In the case of Angola, this paper argues that the current transition seems nei-ther positive nor necessary. The Angolan elite, and in particular the ruling MPLA, are adept at using public power for their own benefit. As Vallée (2008) describes, where the government of Angola has made progress, such as in fighting hyper-inflation, it has traditionally “instituted the minimal conditions, little by little, not for the development of the country, but for the functioning of a renewed capital-ism, that is still fundamentally rentier-based” (p. 30, author’s translation).

Rather than a transition for all Angolans, what is occurring is a transition pri-marily profiting a small group of Angolans connected to the MPLA; rather than representing the development of industry for all Angolans, it is a transformation for a privileged elite – an elite that, as compared to the elite in Europe during its own capitalist transformation, is much more centrally organised and hierarchic-ally structured.

In response to my research project, economist and opposition politician Justino Pinto de Andrade commented that I could call my research an investigation into capitalist transformation – but that due to the kind of the capitalists emerging in Angola, the result for the country may be more akin to fascism (i.e., capitalism without freedom or democracy).
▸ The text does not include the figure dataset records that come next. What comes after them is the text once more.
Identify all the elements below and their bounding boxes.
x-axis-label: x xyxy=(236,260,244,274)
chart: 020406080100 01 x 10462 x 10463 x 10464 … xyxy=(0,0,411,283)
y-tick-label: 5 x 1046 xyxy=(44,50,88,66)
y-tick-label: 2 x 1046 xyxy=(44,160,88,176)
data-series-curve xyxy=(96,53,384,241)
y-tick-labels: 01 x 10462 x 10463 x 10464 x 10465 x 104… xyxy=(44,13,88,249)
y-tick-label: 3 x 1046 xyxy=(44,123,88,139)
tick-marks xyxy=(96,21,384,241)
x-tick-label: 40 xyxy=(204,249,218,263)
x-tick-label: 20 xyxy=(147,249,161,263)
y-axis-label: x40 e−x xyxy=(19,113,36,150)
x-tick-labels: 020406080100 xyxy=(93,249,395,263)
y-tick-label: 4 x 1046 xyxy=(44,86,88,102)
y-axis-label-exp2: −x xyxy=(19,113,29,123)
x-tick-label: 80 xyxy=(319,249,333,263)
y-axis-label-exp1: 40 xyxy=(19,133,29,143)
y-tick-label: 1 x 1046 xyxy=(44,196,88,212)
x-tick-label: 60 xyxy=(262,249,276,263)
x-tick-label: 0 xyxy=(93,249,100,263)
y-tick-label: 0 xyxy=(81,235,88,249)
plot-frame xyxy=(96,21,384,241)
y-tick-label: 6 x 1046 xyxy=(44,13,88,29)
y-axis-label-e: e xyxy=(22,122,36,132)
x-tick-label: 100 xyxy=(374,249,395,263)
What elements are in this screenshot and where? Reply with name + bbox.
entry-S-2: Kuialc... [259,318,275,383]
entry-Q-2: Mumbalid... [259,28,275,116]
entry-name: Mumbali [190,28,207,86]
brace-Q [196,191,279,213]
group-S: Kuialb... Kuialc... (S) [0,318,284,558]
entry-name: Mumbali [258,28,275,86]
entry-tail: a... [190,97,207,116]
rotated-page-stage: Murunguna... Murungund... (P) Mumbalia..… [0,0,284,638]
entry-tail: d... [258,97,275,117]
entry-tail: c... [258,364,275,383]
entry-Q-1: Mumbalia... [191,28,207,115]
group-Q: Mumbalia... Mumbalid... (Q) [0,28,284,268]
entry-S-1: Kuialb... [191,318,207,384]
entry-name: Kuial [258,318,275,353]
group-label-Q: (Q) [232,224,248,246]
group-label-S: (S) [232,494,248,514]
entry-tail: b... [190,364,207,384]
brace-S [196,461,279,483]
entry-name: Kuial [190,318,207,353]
The variety of capitalism articulated by Pinto de Andrade is a potential outcome in which the wielding of virtually unlimited state power by the Angolan elite guarantees a good business climate for individ-uals connected to the ruling party. Undoubtedly, Angolans can begin to invest in value production without creating a better Angola. The parameters of Angola’s future are being re-structured by a new historical moment for oil production in the Gulf of Guinea. It is therefore in this moment that Angolan agency can shape what that future will be.